Social care reform has come up against even more delays after a health minister admitted he could not commit to a plan before the end of 2020.

Questioned over the government’s plans in House of  Lords this week (September 15), Lord Bethell, parliamentary under secretary of state at the Department of Health and Social Care, said: “I cannot commit to a social care plan before the end of the year.

“It will require a huge amount of political collaboration and I suspect it will take longer than the next few months.”

Mike Padgham, chairman of the Independent Care Group, said this “simply is not good enough”.

He said: “This is yet another betrayal of millions of older and vulnerable people in this country.

“Before coronavirus we knew there were at least 1.5m people living in this country without the care they need. With coronavirus, heaven knows what that figure is now.

“It is now more than a year since Boris Johnson promised to end the social care crisis once and for all and the only thing we have seen is the situation getting worse.

“Under-funded and neglected by government after government, coronavirus exposed a social care system that was already in crisis and plunged it into further despair. Now we are told that there is no hope of even the publication of a plan this year. It simply isn’t good enough.

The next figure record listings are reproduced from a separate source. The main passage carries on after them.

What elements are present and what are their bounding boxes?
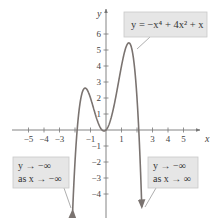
y-tick-label: 3 — [97, 77, 102, 87]
x-tick-label: 4 — [166, 134, 171, 144]
y-tick-label: 1 — [97, 109, 102, 119]
right-callout-line2: as x → ∞ — [153, 173, 191, 184]
y-tick-label: 5 — [97, 45, 102, 55]
equation-label: y = −x⁴ + 4x² + x — [131, 19, 204, 30]
y-tick-label: 4 — [97, 61, 102, 71]
left-end-behavior-callout: y → −∞ as x → −∞ — [13, 157, 71, 208]
y-axis-label: y — [96, 8, 102, 19]
x-tick-label: −5 — [24, 134, 34, 144]
x-tick-label: 1 — [119, 134, 124, 144]
y-tick-label: −2 — [91, 157, 101, 167]
x-tick-label: 3 — [150, 134, 155, 144]
x-axis: −5−4−3−11345 x — [12, 128, 210, 145]
y-tick-label: 2 — [97, 93, 102, 103]
y-tick-label: −1 — [91, 141, 101, 151]
right-end-behavior-callout: y → −∞ as x → ∞ — [145, 157, 198, 207]
right-callout-line1: y → −∞ — [153, 160, 186, 171]
y-tick-label: −3 — [91, 173, 101, 183]
y-axis: 654321−1−2−3−4 y — [91, 8, 108, 218]
polynomial-curve — [73, 43, 142, 211]
x-tick-label: −4 — [39, 134, 49, 144]
x-tick-label: 5 — [181, 134, 186, 144]
polynomial-graph: −5−4−3−11345 x 654321−1−2−3−4 y y = −x⁴ … — [0, 0, 220, 222]
y-tick-label: 6 — [97, 29, 102, 39]
y-tick-label: −4 — [91, 189, 101, 199]
left-callout-line1: y → −∞ — [18, 160, 51, 171]
x-axis-label: x — [204, 133, 210, 144]
equation-callout: y = −x⁴ + 4x² + x — [124, 12, 207, 49]
x-tick-label: −3 — [55, 134, 65, 144]
left-callout-line2: as x → −∞ — [18, 173, 62, 184]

“We need to see, immediately, the Government’s winter plan for helping social care cope with a much-feared and predicted second wave of coronavirus and then, as a matter of urgency, a full, root and branch overhaul of the social care system.”

Funding crisis

The government has come under increasing pressure to deal with the social care crisis after years of inaction, and in a speech in late June, Boris Johnson said it was ‘finalising’ plans to solve the issue

However, voters remain sceptical. Just Group’s annual care report, published at the time, found only 34 per cent of Conservative voters though the prime minister would be able to put a social care policy into practice in this Parliament.

The government was meant to publish a green paper in summer 2018 but has so far failed to do so.

However, it did outline a three-point plan in the December Queen's Speech, which included an additional £1bn for councils in every year of the parliament, with the government pledging to consult on a 2 per cent precept that would enable councils to access a further £500m for adult social care for 2020-2021.

Meanwhile the industry has come up with a number of suggestions including a Care Isa and Care pension but so far nothing seems to have been picked up by government.

Another suggestion from a think tank was to use the Covid-19 crisis to highlight issues in the sector and to push for the government to remove the “historic funding barrier” between the NHS and social care.

A cap on care costs was due to come into effect in 2016, but was then delayed until 2020 a year before it was due to come into force. It has since been dropped.